Fame updates itself in a new movie
Fame returns to the big screen with a re-imagining of the award-winning 1980 classic.
Updated: September 25, 2009 1:06 PM
Almost 30 years ago, a movie centred on a group of students and their studies at the New York High School of Performing Arts became a hit and received two Academy Awards, a spin-off TV series and a musical which has played in London’s West End since 1995.
Fame now gets a re-imagining on the big screen with an (almost) all new cast and music and dancing that reflects the talents of a new generation that is exposed to reality shows like American Idol and So You Think You Can Dance.
The only returning star of the original movie and TV series is Debbie Allen, who played Lydia Grant and has since been very influential in both TV and movies, most notably directing a number of TV series including the Cosby spin-off, A Different World and choreographing five consecutive Academy Awards shows.
In the new movie, she plays school principal Angela Simms.
Other notable stars in the new movie include Kelsey Grammer reuniting with his former Cheers wife Bebe Neuwirth and Megan Mullally (Will and Grace) as instructors.
Most of the young students are played by relative newcomers, as it was in the original movie.
Bruce Willis must investigate a murder in a futuristic society where human interaction has been replaced by idealized robots in Surrogates.
The year 2017 is a future in which humans live in near-total isolation, never leaving the safety and comfort of their homes, and only communicating with their fellow man through remotely-controlled robotic bodies that serve as “surrogates,” designed as better-looking versions of their human operators.
Because people are safe all the time and damage done to a surrogate is not even felt by its owner, it is a peaceful world free from fear, pain, and crime. The murder case Willis is investigating grows more complicated, however, when several humans are murdered because their surrogates are destroyed.
Ricky, Julian and Bubbles are back on the big screen in Trailer Park Boys 2: Countdown to Liquor Day.
They are about to get out of jail and Julian vows to go straight, even open a legit business. But when they arrive back at the park, they find it’s not the same old place as the park supervisor, Jim Lahey, is now sober and has big plans for the trailer park.
However, Julian has other ideas and not only does he destroy the park improvements (as well as Jim’s sobriety) but his own business fails and the boys must return to what they know best—breaking the law.
The Paramount Theatre is giving you another chance to see probably the most highly acclaimed movie of the year—The Hurt Locker. It is a riveting, suspenseful portrait of the technicians whose job is to diffuse improvised explosive devices in Iraq.
And finally, the Capitol Theatre is giving you another chance to see one of the most acclaimed romantic comedies in recent memory. (500) Days of Summer is an offbeat story of a young man’s courting of a young woman over one-and-a-half years. It shows next Thursday at 7 p.m. as part of the West Kelowna Film Festival.
Rick Davis is the manager of the Capitol Theatre in West Kelowna.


**What the exercise asks**
Give back every record that follows, exactly as written.

**Supplied material**
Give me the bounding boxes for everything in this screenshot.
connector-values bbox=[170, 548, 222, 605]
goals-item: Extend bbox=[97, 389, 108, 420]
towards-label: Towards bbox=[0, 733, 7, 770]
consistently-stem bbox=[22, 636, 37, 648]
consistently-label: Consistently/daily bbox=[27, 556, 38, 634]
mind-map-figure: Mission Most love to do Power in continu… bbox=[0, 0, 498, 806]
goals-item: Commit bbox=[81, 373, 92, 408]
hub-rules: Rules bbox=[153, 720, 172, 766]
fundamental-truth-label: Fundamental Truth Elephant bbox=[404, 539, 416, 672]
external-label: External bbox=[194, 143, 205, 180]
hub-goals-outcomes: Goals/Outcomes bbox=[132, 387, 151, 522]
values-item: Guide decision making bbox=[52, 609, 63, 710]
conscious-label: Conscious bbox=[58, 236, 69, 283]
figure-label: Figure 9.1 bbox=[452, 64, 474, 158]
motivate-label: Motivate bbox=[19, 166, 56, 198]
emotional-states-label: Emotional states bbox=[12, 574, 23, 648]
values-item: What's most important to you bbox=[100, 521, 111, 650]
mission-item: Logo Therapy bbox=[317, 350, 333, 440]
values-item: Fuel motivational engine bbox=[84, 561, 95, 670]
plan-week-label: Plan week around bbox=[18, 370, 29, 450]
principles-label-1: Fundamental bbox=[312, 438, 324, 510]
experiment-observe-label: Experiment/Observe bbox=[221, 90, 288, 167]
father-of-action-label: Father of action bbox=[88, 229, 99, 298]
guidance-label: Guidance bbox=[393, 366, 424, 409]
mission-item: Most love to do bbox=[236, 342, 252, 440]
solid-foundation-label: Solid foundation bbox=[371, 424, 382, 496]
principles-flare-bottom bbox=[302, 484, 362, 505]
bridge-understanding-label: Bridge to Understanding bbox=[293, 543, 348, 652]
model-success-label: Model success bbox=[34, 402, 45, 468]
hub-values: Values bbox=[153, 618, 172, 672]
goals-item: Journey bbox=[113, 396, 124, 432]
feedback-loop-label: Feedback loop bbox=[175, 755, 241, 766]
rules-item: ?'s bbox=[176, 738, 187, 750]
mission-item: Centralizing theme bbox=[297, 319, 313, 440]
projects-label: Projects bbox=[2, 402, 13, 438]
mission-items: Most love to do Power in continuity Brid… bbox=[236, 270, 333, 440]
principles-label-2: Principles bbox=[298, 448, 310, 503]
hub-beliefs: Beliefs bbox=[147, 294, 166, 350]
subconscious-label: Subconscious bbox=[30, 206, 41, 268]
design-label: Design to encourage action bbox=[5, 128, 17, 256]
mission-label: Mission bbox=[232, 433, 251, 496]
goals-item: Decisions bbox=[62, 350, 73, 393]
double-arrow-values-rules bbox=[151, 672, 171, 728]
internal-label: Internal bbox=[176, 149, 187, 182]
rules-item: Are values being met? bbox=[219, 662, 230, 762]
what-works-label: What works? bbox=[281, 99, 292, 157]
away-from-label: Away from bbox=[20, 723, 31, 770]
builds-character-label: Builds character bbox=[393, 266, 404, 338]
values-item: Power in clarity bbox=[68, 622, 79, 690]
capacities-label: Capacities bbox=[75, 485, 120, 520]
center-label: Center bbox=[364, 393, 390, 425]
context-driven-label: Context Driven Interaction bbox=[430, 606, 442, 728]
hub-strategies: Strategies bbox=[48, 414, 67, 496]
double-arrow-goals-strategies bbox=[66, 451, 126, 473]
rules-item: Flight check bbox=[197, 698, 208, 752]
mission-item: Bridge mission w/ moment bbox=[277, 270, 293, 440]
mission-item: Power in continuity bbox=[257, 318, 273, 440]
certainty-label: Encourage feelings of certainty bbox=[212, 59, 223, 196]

**Answer space**
Give me the bounding boxes for everything in this screenshot.
connector-values bbox=[170, 548, 222, 605]
goals-item: Extend bbox=[97, 389, 108, 420]
towards-label: Towards bbox=[0, 733, 7, 770]
consistently-stem bbox=[22, 636, 37, 648]
consistently-label: Consistently/daily bbox=[27, 556, 38, 634]
mind-map-figure: Mission Most love to do Power in continu… bbox=[0, 0, 498, 806]
goals-item: Commit bbox=[81, 373, 92, 408]
hub-rules: Rules bbox=[153, 720, 172, 766]
fundamental-truth-label: Fundamental Truth Elephant bbox=[404, 539, 416, 672]
external-label: External bbox=[194, 143, 205, 180]
hub-goals-outcomes: Goals/Outcomes bbox=[132, 387, 151, 522]
values-item: Guide decision making bbox=[52, 609, 63, 710]
conscious-label: Conscious bbox=[58, 236, 69, 283]
figure-label: Figure 9.1 bbox=[452, 64, 474, 158]
motivate-label: Motivate bbox=[19, 166, 56, 198]
emotional-states-label: Emotional states bbox=[12, 574, 23, 648]
values-item: What's most important to you bbox=[100, 521, 111, 650]
mission-item: Logo Therapy bbox=[317, 350, 333, 440]
values-item: Fuel motivational engine bbox=[84, 561, 95, 670]
plan-week-label: Plan week around bbox=[18, 370, 29, 450]
principles-label-1: Fundamental bbox=[312, 438, 324, 510]
experiment-observe-label: Experiment/Observe bbox=[221, 90, 288, 167]
father-of-action-label: Father of action bbox=[88, 229, 99, 298]
guidance-label: Guidance bbox=[393, 366, 424, 409]
mission-item: Most love to do bbox=[236, 342, 252, 440]
solid-foundation-label: Solid foundation bbox=[371, 424, 382, 496]
principles-flare-bottom bbox=[302, 484, 362, 505]
bridge-understanding-label: Bridge to Understanding bbox=[293, 543, 348, 652]
model-success-label: Model success bbox=[34, 402, 45, 468]
hub-values: Values bbox=[153, 618, 172, 672]
goals-item: Journey bbox=[113, 396, 124, 432]
feedback-loop-label: Feedback loop bbox=[175, 755, 241, 766]
rules-item: ?'s bbox=[176, 738, 187, 750]
mission-item: Centralizing theme bbox=[297, 319, 313, 440]
projects-label: Projects bbox=[2, 402, 13, 438]
mission-items: Most love to do Power in continuity Brid… bbox=[236, 270, 333, 440]
principles-label-2: Principles bbox=[298, 448, 310, 503]
hub-beliefs: Beliefs bbox=[147, 294, 166, 350]
subconscious-label: Subconscious bbox=[30, 206, 41, 268]
design-label: Design to encourage action bbox=[5, 128, 17, 256]
mission-label: Mission bbox=[232, 433, 251, 496]
goals-item: Decisions bbox=[62, 350, 73, 393]
double-arrow-values-rules bbox=[151, 672, 171, 728]
internal-label: Internal bbox=[176, 149, 187, 182]
rules-item: Are values being met? bbox=[219, 662, 230, 762]
what-works-label: What works? bbox=[281, 99, 292, 157]
away-from-label: Away from bbox=[20, 723, 31, 770]
builds-character-label: Builds character bbox=[393, 266, 404, 338]
values-item: Power in clarity bbox=[68, 622, 79, 690]
capacities-label: Capacities bbox=[75, 485, 120, 520]
center-label: Center bbox=[364, 393, 390, 425]
context-driven-label: Context Driven Interaction bbox=[430, 606, 442, 728]
hub-strategies: Strategies bbox=[48, 414, 67, 496]
double-arrow-goals-strategies bbox=[66, 451, 126, 473]
rules-item: Flight check bbox=[197, 698, 208, 752]
mission-item: Bridge mission w/ moment bbox=[277, 270, 293, 440]
mission-item: Power in continuity bbox=[257, 318, 273, 440]
certainty-label: Encourage feelings of certainty bbox=[212, 59, 223, 196]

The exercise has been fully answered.